Launching Law & Business
This issue of UVA Lawyer introduces Virginia's new Law & Business Program. We began this year with basic courses in Accounting and Finance offered in the Law School by distinguished professors from elsewhere in the University. (Both Whit Broome from the Commerce School and Ken Eades from Darden are profiled in these pages.) Next year, we will expand the availability of Accounting and Finance, increase the number of business specialty offerings, and begin revamping our core business law courses. The completed program will be the most ambitious curricular innovation in the history of the Law School and perhaps in the history of legal education.
It may help identify the direction of our ambition
to spell out three things that the new Law & Business Program
will not do:
First, it will not replace the joint J.D.-M.B.A.
Program with Darden. The joint degree program is ideal for students
who can commit to the time and expense of an extra year. It graduates
students with complete educations in both law and business. Unfortunately,
the demands of the joint-degree program restrict it to a handful
of exceptionally dedicated students. The new Law & Business
Program aims at a much wider audience. Our goal is to graduate
200 lawyers annually with a basic foundation in business.
Second, the Law & Business Program will
not detract from the centrality of legal analysis in the Law School
curriculum. Especially in the first year, the intellectual and
analytic discipline of law will remain our overriding commitment.
It will be supplemented, not displaced, by the basics of business
analysis. In business law courses, the subtlety and sophistication
of legal analysis will be enhanced by a better understanding of
the business contexts in which legal issues arise.
Third, the Law & Business Program will not
divert resources from other areas. Virginia aims to be the nation's
leading law school, not in business law only but across the board.
Consistent with that philosophy, expansion of the business law
curriculum should not come at the expense of public law or public
service or preparation for a career in litigation. Rather, the
Law & Business Program will be funded by new resources and
implemented as those resources become available.
We are fortunate indeed to have far-sighted
alumni who have enabled us to launch the Law & Business Program
now, even as we seek funding for the long term. Over the next
few years, we shall fund Law & Business with currently expendable
contributions made expressly for that purpose. In addition to
the support of Law School alumni, we are grateful for the leadership
of Thomas A. Saunders III, a 1967 graduate of the Darden School
and member of the University's Board of Visitors. Tom has generously
agreed to help get Law & Business started by underwriting
the cost of hiring Darden faculty for the first three years.
We are excited by the possibilities of the new Law & Business Program and by the opportunity to be the national leader in that field. At the same time, we are aware that this is an experiment and that our plans will likely have to be revised in light of experience. Many of our graduates have expertise in this field, and we hope you will give us the benefit of your wisdom and guidance as we go forward with this program.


INSTRUCTIONS TO FOLLOW
Apart from the pictures, which must be omitted, restate the data exactly.
*** DATASET RECORDS ***
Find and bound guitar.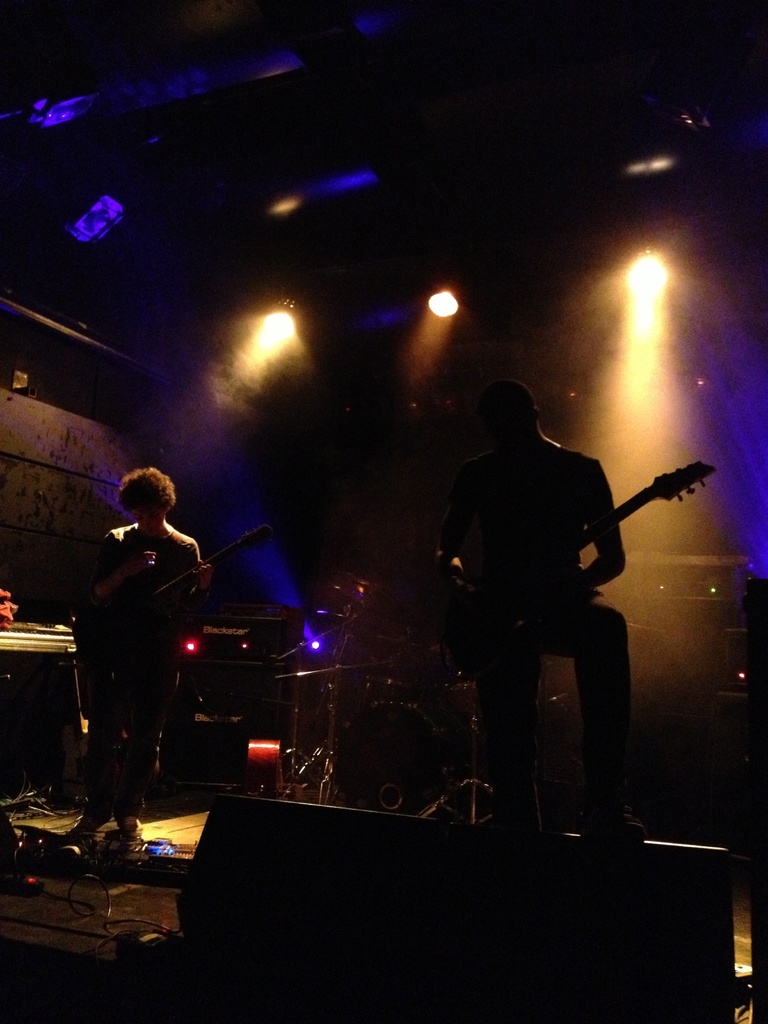
Bound: x1=570, y1=466, x2=716, y2=557.
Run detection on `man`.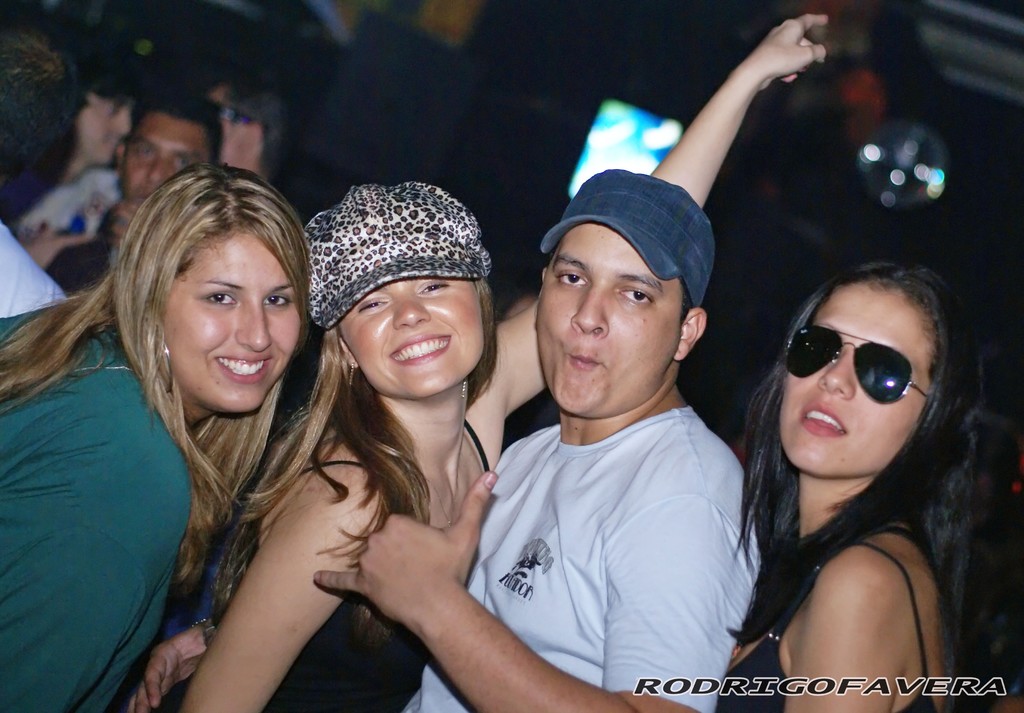
Result: [49,88,220,297].
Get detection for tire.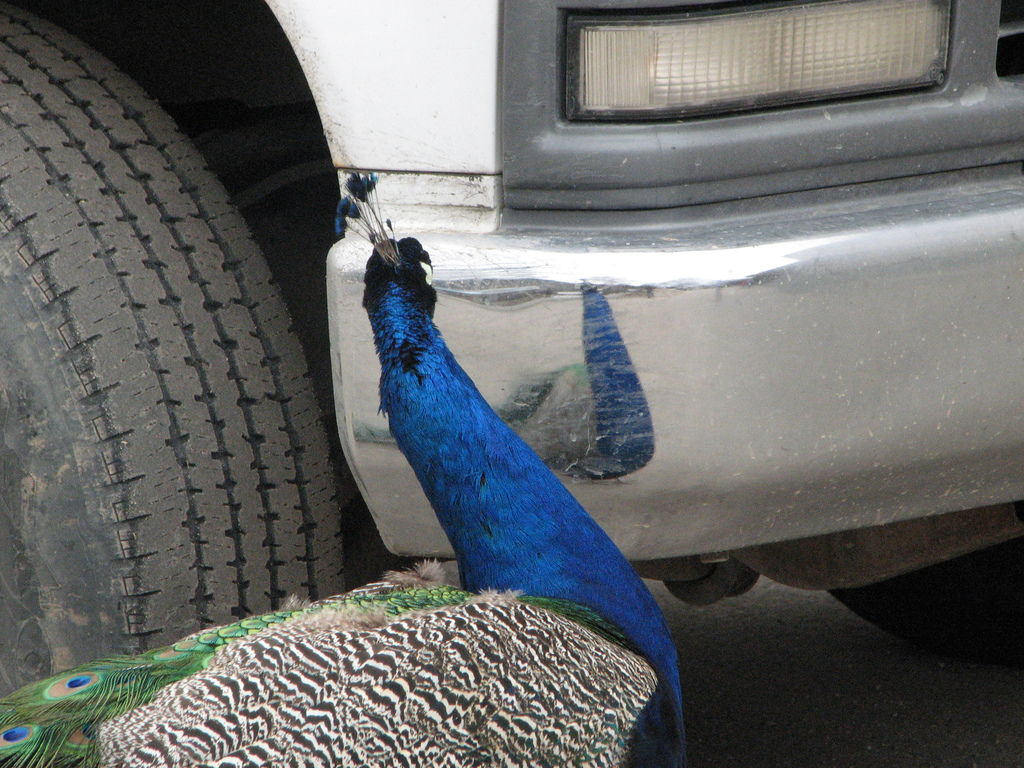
*** End of DATASET RECORDS ***
ANSWER SPACE
Find and bound guitar.
Bound: x1=570, y1=466, x2=716, y2=557.
Run detection on `man`.
Result: [49,88,220,297].
Get detection for tire.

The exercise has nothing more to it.